The role of cities is changing in these times of increasing decentralization, globalization, and deformation of traditional constructs that are used to define cities. In some cases, technology is the driving force that has led to deconstruction of social, economic, and production interaction zones.
For example, improvements in transportation and transportation infrastructures made it easier for workers to commute to distant places outside of the city in order to find work. Eventually, people asked why they bothered to live in the city and fled for the suburbs that were closer to the decentralized new work sites.
Cheaper land outside of built up urban areas made it easier for manufacturing and other huge business concerns to move from built up urban areas and to use communications technology and the transportation infrastructure to tie themselves to far flung interests.
Cities came to support concentrations of the well to do, the daily transient workers and customers, and the very poor. The middle classes fled for the suburbs and agglomerations that formed around centralized urban cores. Left behind where regional shopping, economic, finance, cultural, transport, government, jurisprudence, major medical, culture, major university and other hubs. The very poor found the internal byways and sidewalk level “highways” of the city amenable to getting around on foot and subsisting on the friendlier and more efficient delivery of services that cities provide the poor.
As a result, where citizens had to travel to the city in order to conduct county level business, see a lawyer, deal with property ownership issues, register to vote, see a full operatic production, start a business, or shop at major department stores, these things can be done at decentralized service centers that service the suburban populations. Even local suburban junior colleges put on cultural events with impressive performing groups.
The city as core of necessary activity is deconstructing, and the city is no longer seen as the only place of opportunity for work. That leaves tourism, major legal and government activity, shopping, dining, entertainment, and work in the major economic, government, medical, and other institutions that remain there.
As a result, the population in a city can change by hundreds of thousands in the course of a day! As workers and others come in and interact to the city during business hours, the population is at it’s peak. And the city’s population is completely different than it will be when the workers flood out of the city to their homes in suburban areas.
This means that the needs, actions, behavior, costs, and income from the flowing and ebbing daily population are vastly different than those of the residents. In San Francisco, California, during the 1970s, this was called “The Manhattanization of San Francisco”, and was the source of much controversy.
It will be interesting to see if technolgy allows enough more people to work from home to impact the ebb and flow of workers to and from the cities and to cause changes in the daily population of cities.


> [EXERCISE] Below is a set of records; reproduce them exactly without their pictures.

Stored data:
# # # #
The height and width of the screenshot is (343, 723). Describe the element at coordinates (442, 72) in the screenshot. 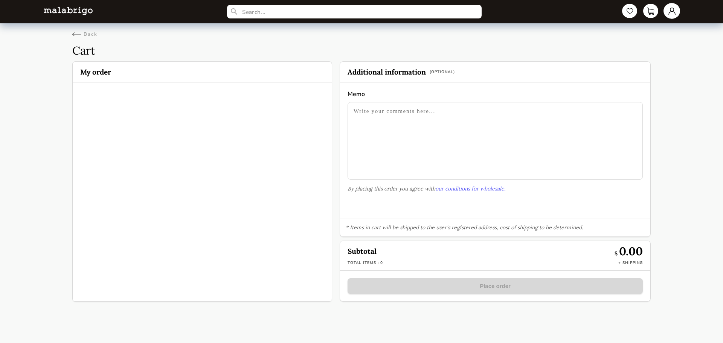

I see `label: (Optional)` at that location.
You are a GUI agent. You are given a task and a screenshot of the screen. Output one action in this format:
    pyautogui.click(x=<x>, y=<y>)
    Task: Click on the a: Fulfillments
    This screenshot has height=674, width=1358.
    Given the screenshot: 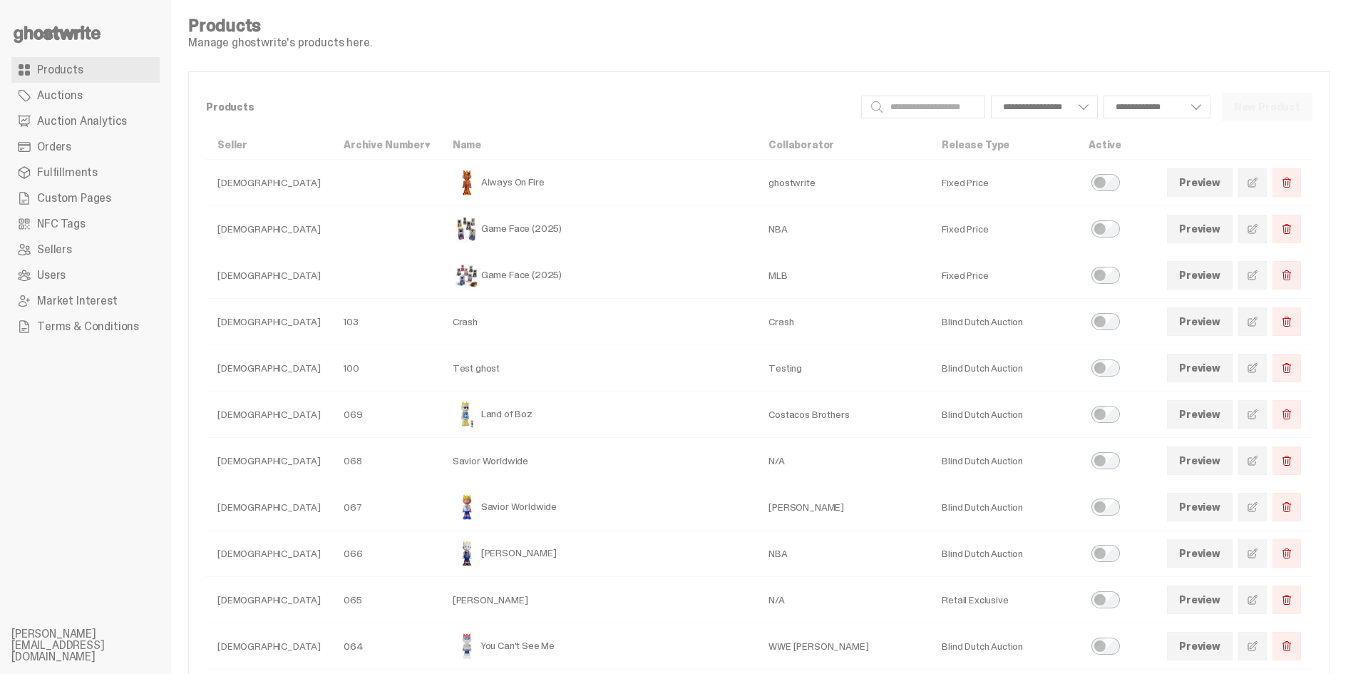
# # # #
> [ANSWER TO THE EXERCISE]
The height and width of the screenshot is (343, 723). Describe the element at coordinates (442, 72) in the screenshot. 

I see `label: (Optional)` at that location.
You are a GUI agent. You are given a task and a screenshot of the screen. Output one action in this format:
    pyautogui.click(x=<x>, y=<y>)
    Task: Click on the a: Fulfillments
    This screenshot has height=674, width=1358.
    Given the screenshot: 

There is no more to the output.